Outside of those cases, the math favors TrackPass over both paying full price every round and over a country club membership, especially for golfers who like variety and don't want to be locked into one club's dues.
Frequently Asked Questions
How much does golf cost at public courses in Texas? expand_more
How much does a country club membership cost in Texas? expand_more
Is a golf pass worth it compared to paying per round? expand_more
How does TrackPass reimbursement actually work? expand_more
When is TrackPass not worth it? expand_more
What's the cheapest way to play a lot of golf in Texas? expand_more
Does TrackPass work at private or country clubs? expand_more
Join as a Founding Member
$199/year · 95 Texas public courses · 1 free round/yr per partner course · green fee reimbursed elsewhere
Get TrackPass — $199/yearTexas public green fees median $35-40 by metro (Houston $35, Austin/San Antonio/DFW $40), ranging $18-$85 per round.

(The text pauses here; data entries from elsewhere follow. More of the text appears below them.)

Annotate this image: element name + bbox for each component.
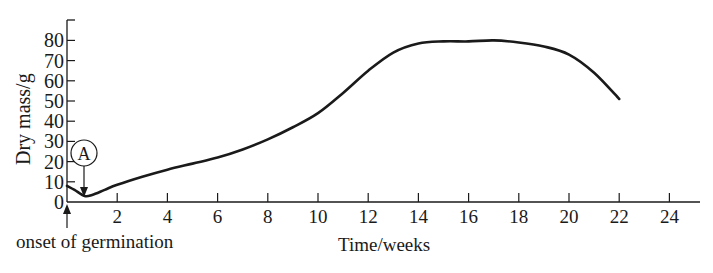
x-tick-label: 20 xyxy=(560,206,579,227)
dry-mass-curve xyxy=(67,40,619,196)
y-tick-label: 50 xyxy=(44,90,64,112)
y-tick-label: 20 xyxy=(44,151,64,173)
y-tick-label: 0 xyxy=(54,191,64,213)
x-tick-labels: 24681012141618202224 xyxy=(112,206,679,227)
x-tick-label: 24 xyxy=(660,206,680,227)
x-tick-label: 18 xyxy=(509,206,528,227)
annotation-a: A xyxy=(71,140,97,197)
y-tick-label: 60 xyxy=(44,70,64,92)
y-tick-labels: 01020304050607080 xyxy=(44,29,64,213)
y-tick-label: 10 xyxy=(44,171,64,193)
x-tick-label: 14 xyxy=(409,206,429,227)
x-tick-label: 10 xyxy=(309,206,328,227)
y-tick-label: 80 xyxy=(44,29,64,51)
x-tick-label: 16 xyxy=(459,206,478,227)
x-tick-label: 2 xyxy=(112,206,122,227)
x-ticks xyxy=(117,193,669,202)
x-axis-label: Time/weeks xyxy=(338,234,430,255)
chart: 01020304050607080 24681012141618202224 D… xyxy=(0,0,713,273)
onset-annotation: onset of germination xyxy=(16,204,174,252)
x-tick-label: 12 xyxy=(359,206,378,227)
axes xyxy=(67,20,700,202)
y-axis-label: Dry mass/g xyxy=(12,73,35,165)
x-tick-label: 8 xyxy=(263,206,273,227)
y-tick-label: 70 xyxy=(44,50,64,72)
onset-label: onset of germination xyxy=(16,231,174,252)
y-tick-label: 30 xyxy=(44,130,64,152)
annotation-a-label: A xyxy=(78,144,91,164)
x-tick-label: 4 xyxy=(163,206,173,227)
x-tick-label: 6 xyxy=(213,206,223,227)
x-tick-label: 22 xyxy=(610,206,629,227)
y-tick-label: 40 xyxy=(44,110,64,132)
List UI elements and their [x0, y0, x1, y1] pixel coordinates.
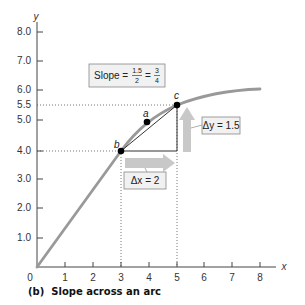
y-tick-label: 3.0: [17, 173, 31, 184]
x-tick-label: 3: [118, 272, 124, 283]
x-tick-label: 0: [27, 272, 33, 283]
chord-bc: [121, 105, 177, 151]
y-tick-label: 1.0: [17, 232, 31, 243]
x-ticks: [65, 262, 260, 267]
x-tick-label: 1: [62, 272, 68, 283]
point-c-label: c: [174, 90, 179, 101]
x-tick-label: 4: [146, 272, 152, 283]
slope-numerator-2: 3: [155, 67, 159, 74]
y-tick-label: 5.0: [17, 114, 31, 125]
y-tick-label: 2.0: [17, 202, 31, 213]
x-tick-label: 7: [229, 272, 235, 283]
delta-x-arrow-icon: [125, 154, 175, 172]
y-tick-label: 6.0: [17, 84, 31, 95]
point-a-label: a: [143, 108, 149, 119]
y-tick-label: 5.5: [17, 99, 31, 110]
delta-x-label: Δx = 2: [131, 175, 160, 186]
x-tick-label: 2: [90, 272, 96, 283]
y-ticks: [37, 32, 43, 238]
x-tick-label: 5: [174, 272, 180, 283]
slope-equals: =: [145, 70, 151, 81]
slope-denominator: 2: [135, 77, 139, 84]
y-tick-label: 7.0: [17, 55, 31, 66]
delta-y-arrow-icon: [179, 107, 195, 152]
delta-y-connector: [191, 125, 202, 128]
point-b-label: b: [114, 139, 120, 150]
point-c: [174, 102, 181, 109]
x-axis-label: x: [281, 261, 288, 272]
delta-y-label: Δy = 1.5: [203, 120, 240, 131]
figure-caption: (b) Slope across an arc: [28, 286, 161, 297]
slope-label: Slope =: [94, 70, 128, 81]
x-tick-label: 8: [257, 272, 263, 283]
chart-svg: 1.0 2.0 3.0 4.0 5.0 5.5 6.0 7.0 8.0 0 1 …: [0, 0, 305, 305]
y-tick-label: 8.0: [17, 26, 31, 37]
slope-denominator-2: 4: [155, 77, 159, 84]
y-axis-label: y: [33, 11, 40, 22]
delta-x-connector: [145, 168, 147, 172]
point-a: [144, 119, 151, 126]
chart-figure: 1.0 2.0 3.0 4.0 5.0 5.5 6.0 7.0 8.0 0 1 …: [0, 0, 305, 305]
slope-numerator: 1.5: [132, 67, 142, 74]
y-tick-label: 4.0: [17, 145, 31, 156]
x-tick-label: 6: [201, 272, 207, 283]
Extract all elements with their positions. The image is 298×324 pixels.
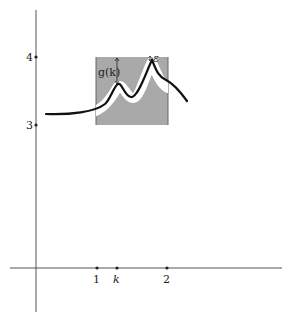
diagram-canvas: 4 3 1 k 2 g(k) ε <box>0 0 298 324</box>
x-tick-label-k: k <box>113 273 120 286</box>
x-tick-2 <box>165 266 168 269</box>
y-tick-label-3: 3 <box>26 119 33 132</box>
x-tick-k <box>115 266 118 269</box>
y-tick-3 <box>34 123 37 126</box>
gap-label: g(k) <box>98 66 120 79</box>
x-tick-label-2: 2 <box>163 273 170 286</box>
y-tick-label-4: 4 <box>26 51 33 64</box>
x-tick-label-1: 1 <box>93 273 100 286</box>
y-tick-4 <box>34 55 37 58</box>
x-tick-1 <box>95 266 98 269</box>
epsilon-label: ε <box>153 52 159 65</box>
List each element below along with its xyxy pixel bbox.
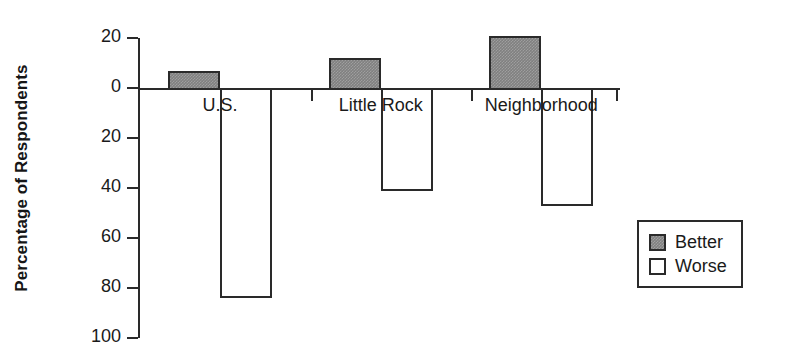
plot-area: 20020406080100 U.S.Little RockNeighborho… (138, 38, 620, 338)
y-tick-label: 0 (111, 75, 121, 97)
y-tick-60: 60 (127, 237, 138, 239)
bar-better-neighborhood (489, 36, 541, 91)
category-label-little-rock: Little Rock (339, 94, 423, 116)
legend-label-worse: Worse (675, 256, 727, 276)
legend-label-better: Better (675, 232, 723, 252)
y-tick-label: 40 (101, 175, 121, 197)
y-tick-0: 0 (127, 87, 138, 89)
y-tick-label: 80 (101, 275, 121, 297)
y-tick-label: 60 (101, 225, 121, 247)
y-axis-spine (138, 38, 140, 338)
legend-swatch-better-icon (649, 234, 666, 251)
category-label-neighborhood: Neighborhood (485, 94, 598, 116)
y-tick-20: 20 (127, 37, 138, 39)
chart-screenshot: Percentage of Respondents 20020406080100… (0, 0, 796, 356)
y-tick-100: 100 (127, 337, 138, 339)
chart-legend: Better Worse (637, 220, 743, 288)
legend-item-worse: Worse (649, 254, 727, 278)
x-tick-end (616, 90, 618, 101)
x-tick-minor (311, 90, 313, 101)
bar-worse-u-s (220, 88, 272, 298)
bar-better-u-s (168, 71, 220, 91)
y-tick-20: 20 (127, 137, 138, 139)
y-tick-80: 80 (127, 287, 138, 289)
x-tick-minor (471, 90, 473, 101)
legend-item-better: Better (649, 230, 727, 254)
y-tick-40: 40 (127, 187, 138, 189)
y-tick-label: 20 (101, 125, 121, 147)
y-tick-label: 100 (91, 325, 121, 347)
category-label-u-s: U.S. (202, 94, 237, 116)
bar-better-little-rock (329, 58, 381, 90)
legend-swatch-worse-icon (649, 258, 666, 275)
y-tick-label: 20 (101, 25, 121, 47)
y-axis-title: Percentage of Respondents (0, 0, 44, 356)
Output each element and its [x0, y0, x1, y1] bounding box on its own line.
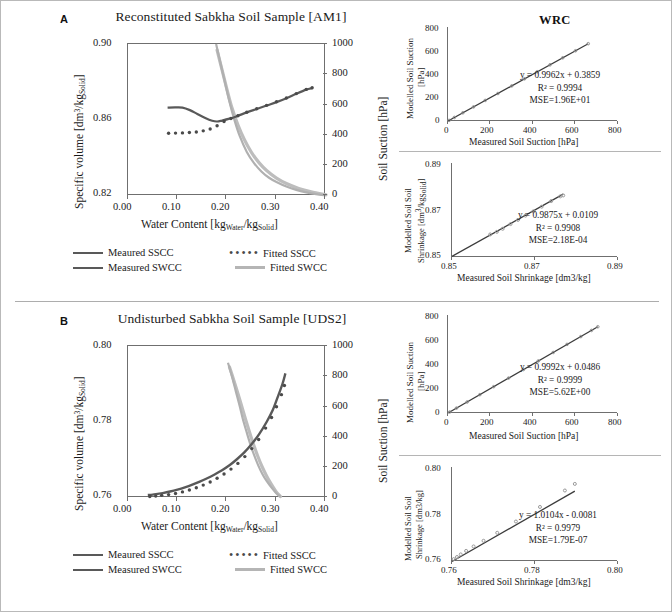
main-a-y2tick-1: 200	[332, 158, 348, 169]
wrc-a-ylabel: Modelled Soil Suction	[405, 38, 415, 119]
wrc-a-xtickmark-0	[447, 121, 448, 124]
wrc-chart-a: WRC Modelled Soil Suction [hPa] 800 600 …	[399, 9, 665, 147]
main-b-xtickmark-3	[275, 497, 276, 501]
main-b-y2tickmark-4	[323, 375, 327, 376]
ssc-b-xlabel: Measured Soil Shrinkage [dm3/kg]	[457, 577, 591, 587]
main-a-plot-area	[127, 43, 325, 195]
main-a-ylabel: Specific volume [dm3/kgSolid]	[73, 74, 87, 209]
main-a-ytick-2: 0.90	[93, 37, 111, 48]
main-a-y2tickmark-5	[323, 43, 327, 44]
main-a-xtickmark-1	[176, 195, 177, 199]
panel-b-title: Undisturbed Sabkha Soil Sample [UDS2]	[97, 311, 367, 327]
main-a-xtickmark-0	[127, 195, 128, 199]
ssc-b-ytick-2: 0.80	[425, 463, 441, 473]
main-b-plot-area	[127, 345, 325, 497]
main-b-svg	[128, 346, 326, 498]
main-a-y2tickmark-0	[323, 194, 327, 195]
ssc-a-ylabel-line1: Modelled Soil Soil	[403, 188, 413, 253]
main-b-xtick-2: 0.20	[211, 503, 229, 514]
wrc-a-xtickmark-4	[617, 121, 618, 124]
ssc-b-mse: MSE=1.79E-07	[491, 534, 625, 547]
wrc-b-ylabel: Modelled Soil Suction	[405, 342, 415, 423]
wrc-a-xtickmark-1	[489, 121, 490, 124]
wrc-ssc-divider-b	[399, 455, 661, 456]
wrc-ssc-divider-a	[399, 151, 661, 152]
legend-b: Meaured SSCC ••••• Fitted SSCC Measured …	[59, 549, 389, 583]
main-b-y2label: Soil Suction [hPa]	[377, 399, 389, 483]
panel-a: A Reconstituted Sabkha Soil Sample [AM1]…	[1, 1, 672, 301]
ssc-chart-b: SSC Modelled Soil Soil Shrinkage [dm3/kg…	[399, 461, 665, 601]
wrc-a-xtick-3: 600	[565, 125, 579, 135]
panel-divider	[15, 301, 659, 302]
ssc-a-xlabel: Measured Soil Shrinkage [dm3/kg]	[457, 273, 591, 283]
wrc-b-xtick-4: 800	[608, 417, 622, 427]
panel-letter-b: B	[60, 315, 68, 327]
legend-dots-icon: •••••	[229, 549, 259, 561]
legend-b-item-3: Fitted SWCC	[235, 564, 327, 575]
main-b-ylabel: Specific volume [dm3/kgSolid]	[73, 376, 87, 511]
main-a-svg	[128, 44, 326, 196]
wrc-a-mse: MSE=1.96E+01	[495, 94, 625, 107]
wrc-a-title: WRC	[539, 13, 571, 28]
main-a-ytick-0: 0.82	[93, 187, 111, 198]
wrc-b-mse: MSE=5.62E+00	[495, 386, 625, 399]
main-b-y2tick-1: 200	[332, 460, 348, 471]
wrc-a-xtickmark-3	[574, 121, 575, 124]
main-b-y2tickmark-5	[323, 345, 327, 346]
main-b-y2tick-0: 0	[332, 490, 337, 501]
main-a-xtick-4: 0.40	[310, 201, 328, 212]
ssc-a-equation: y = 0.9875x + 0.0109	[491, 209, 625, 222]
wrc-b-xtickmark-0	[447, 413, 448, 416]
ssc-a-ytick-0: 0.85	[425, 250, 441, 260]
panel-b: B Undisturbed Sabkha Soil Sample [UDS2] …	[1, 303, 672, 612]
legend-line-icon	[73, 569, 103, 571]
wrc-b-ytick-0: 0	[435, 407, 440, 417]
main-a-y2tickmark-3	[323, 104, 327, 105]
legend-a: Meaured SSCC ••••• Fitted SSCC Measured …	[59, 247, 389, 281]
wrc-chart-b: WRC Modelled Soil Suction [hPa] 800 600 …	[399, 311, 665, 451]
wrc-a-ytick-3: 600	[425, 46, 439, 56]
panel-a-title: Reconstituted Sabkha Soil Sample [AM1]	[101, 9, 361, 25]
main-a-xtick-0: 0.00	[113, 201, 131, 212]
figure-root: A Reconstituted Sabkha Soil Sample [AM1]…	[0, 0, 672, 612]
legend-line-icon	[73, 267, 103, 269]
ssc-b-xtickmark-0	[451, 561, 452, 564]
main-a-xtick-3: 0.30	[261, 201, 279, 212]
wrc-a-annotations: y = 0.9962x + 0.3859 R² = 0.9994 MSE=1.9…	[495, 69, 625, 107]
main-chart-a: Specific volume [dm3/kgSolid] 0.90 0.86 …	[59, 31, 389, 246]
main-a-y2tick-2: 400	[332, 128, 348, 139]
main-a-xtickmark-3	[275, 195, 276, 199]
main-b-y2tickmark-3	[323, 406, 327, 407]
wrc-a-r2: R² = 0.9994	[495, 82, 625, 95]
ssc-chart-a: SSC Modelled Soil Soil Shrinkage [dm3/kg…	[399, 157, 665, 293]
main-a-xlabel: Water Content [kgWater/kgSolid]	[141, 218, 278, 232]
ssc-b-ytick-0: 0.76	[425, 554, 441, 564]
wrc-a-xtick-1: 200	[480, 125, 494, 135]
ssc-a-ytick-2: 0.89	[425, 159, 441, 169]
wrc-b-xtickmark-3	[574, 413, 575, 416]
main-a-y2tickmark-4	[323, 73, 327, 74]
main-a-xtick-1: 0.10	[162, 201, 180, 212]
main-b-xlabel: Water Content [kgWater/kgSolid]	[141, 520, 278, 534]
wrc-b-xtickmark-2	[532, 413, 533, 416]
main-a-xtick-2: 0.20	[211, 201, 229, 212]
main-b-ytick-0: 0.76	[93, 489, 111, 500]
ssc-b-xtickmark-1	[534, 561, 535, 564]
ssc-a-xtickmark-1	[534, 257, 535, 260]
wrc-b-equation: y = 0.9992x + 0.0486	[495, 361, 625, 374]
ssc-b-xtick-0: 0.76	[441, 565, 457, 575]
main-b-ytick-1: 0.78	[93, 414, 111, 425]
wrc-b-ytick-4: 800	[425, 311, 439, 321]
main-b-y2tick-4: 800	[332, 369, 348, 380]
wrc-b-xtick-2: 400	[523, 417, 537, 427]
wrc-b-r2: R² = 0.9999	[495, 374, 625, 387]
ssc-a-r2: R² = 0.9908	[491, 222, 625, 235]
main-b-xtickmark-0	[127, 497, 128, 501]
legend-line-icon	[73, 554, 103, 556]
ssc-b-xtickmark-2	[617, 561, 618, 564]
main-a-y2tick-4: 800	[332, 67, 348, 78]
legend-dots-icon: •••••	[229, 247, 259, 259]
ssc-a-xtick-1: 0.87	[524, 261, 540, 271]
legend-a-item-1: ••••• Fitted SSCC	[229, 247, 316, 259]
main-b-xtick-4: 0.40	[310, 503, 328, 514]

Texas country club dues commonly run $300-700+/month ($3,600-$8,400+/yr) plus $2,000-$15,000 initiation. TrackPass ($199/year) covers 95 Texas public courses: 1 free round/year at partner courses, and green fees reimbursed up to $50/round (1 round/month, up to $199/year) elsewhere. At 24 rounds/year, reimbursement offsets the full membership cost. Not worth it for golfers playing under 5 rounds/year or who only play private clubs.